Coolizi.
The Story

It started with a chair and a monsoon.

The first issue of this journal was a single page — a photograph of a battered wicker chair, three sentences about a balcony, and a half-written note on why the rain felt different once you actually sat outside in it. It was not a publication. It was a notebook entry, written for no one in particular and shared with a handful of friends. Two of them asked for the next one. A year later, there was a website, and a few years after that, a small newsletter that people actually opened.

The premise has not changed. We are interested in the rooms that exist just outside the usual rooms — the veranda, the terrace, the small garden tucked between buildings, the patch of balcony that becomes a separate country after dark. The way you furnish those spaces, the way you tend them, and the small habits that turn them into places you genuinely want to be.

We do not cover products. We do not write listicles. We do not rank anything. We publish one detailed essay a month, occasionally two, written by people who actually live with the spaces they describe. If that sounds like something you would like to read on a slow Sunday afternoon, you are in the right place.

What we believe, in three short notes.

i

Calm is a craft

Spaces are not built from objects alone. They are built from the choices you make about what to leave out, what to repeat, and where to let the natural world do its own work.

ii

Materials age honestly

We prefer wood, stone, woven fibres and living plants to anything that claims to look new forever. The best outdoor pieces tell the story of the seasons they have seen.

iii

Rituals beat design

A corner used every day will outlast any design ever drawn on paper. We write about the habits — the coffee, the call, the evening walk — that make a place yours.

Editors and contributors in a sunlit studio
A morning planning session in the studio — most of the work happens here, before the first coffee goes cold.
The most useful thing a quiet outdoor space offers is not the breeze, or the view, or the plants — it is permission to spend ten minutes doing nothing in particular, and not feel guilty about it.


— About this task —
Pictures are to be left out; every line from the one that holds "I am looking" to the end of the data is to be retyped exactly.

— Task material —
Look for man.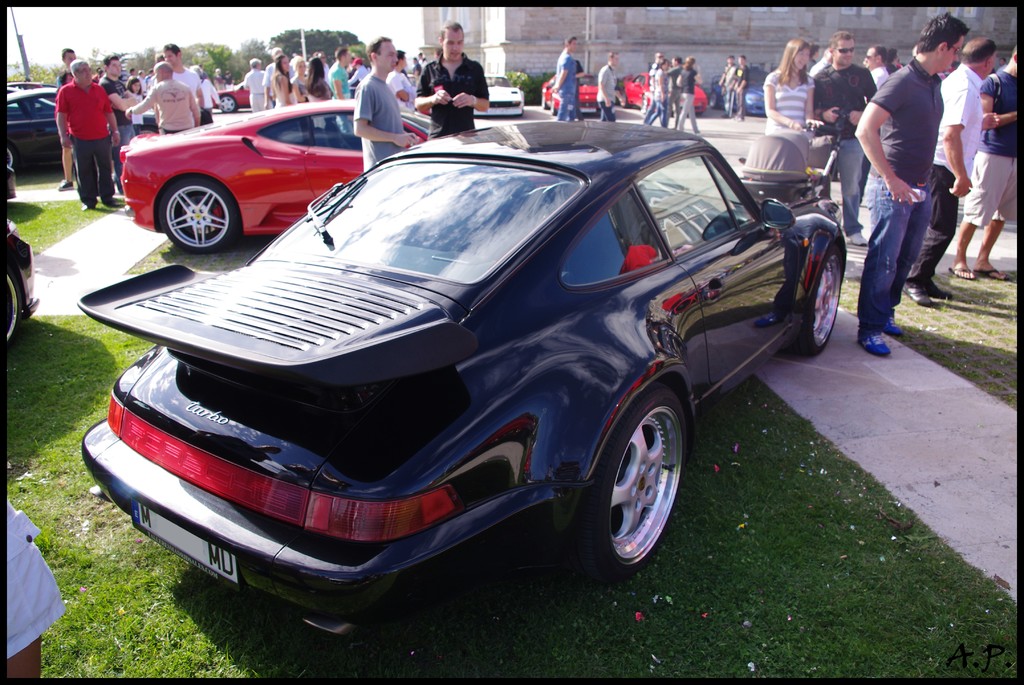
Found: 60, 46, 74, 85.
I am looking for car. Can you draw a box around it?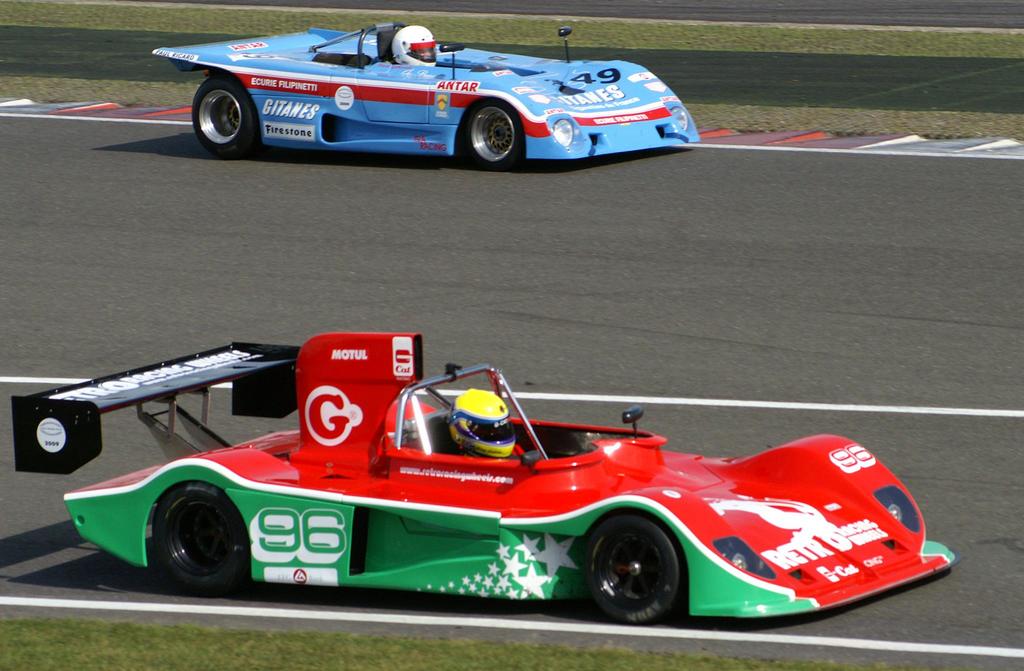
Sure, the bounding box is region(154, 15, 710, 170).
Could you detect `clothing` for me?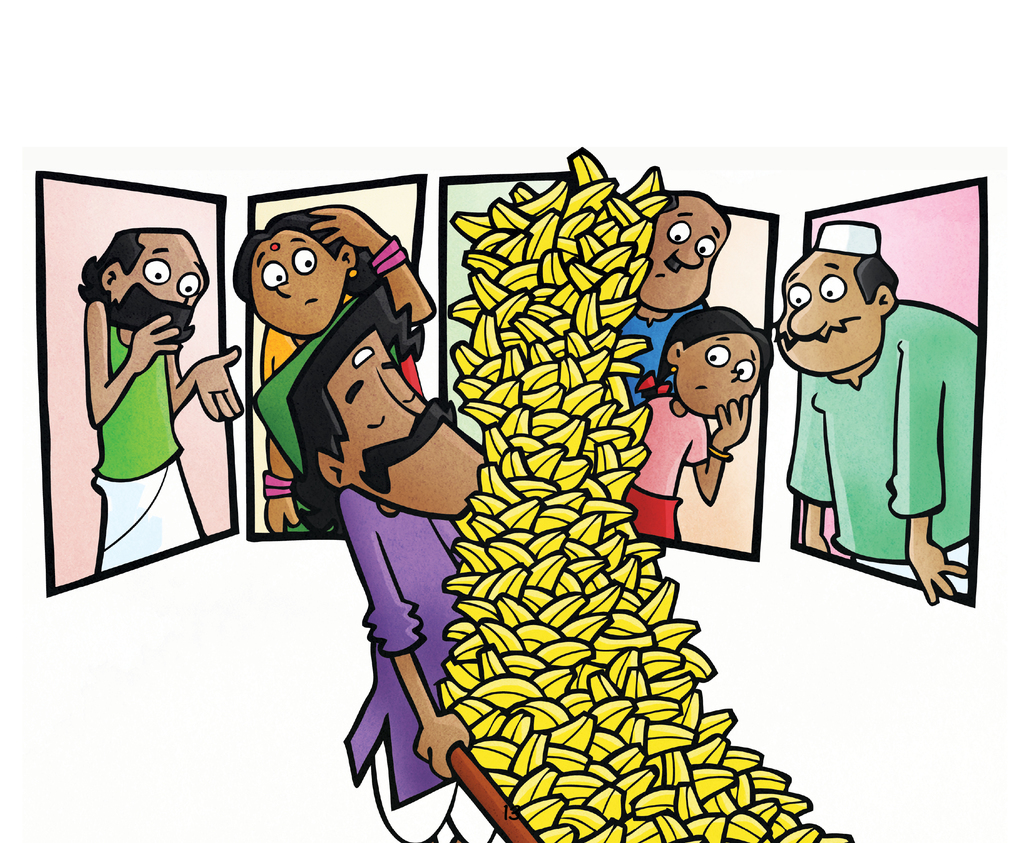
Detection result: (x1=782, y1=291, x2=979, y2=595).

— Answer box —
I am looking for car. Can you draw a box around it?
Sure, the bounding box is region(154, 15, 710, 170).
Could you detect `clothing` for me?
Detection result: (x1=782, y1=291, x2=979, y2=595).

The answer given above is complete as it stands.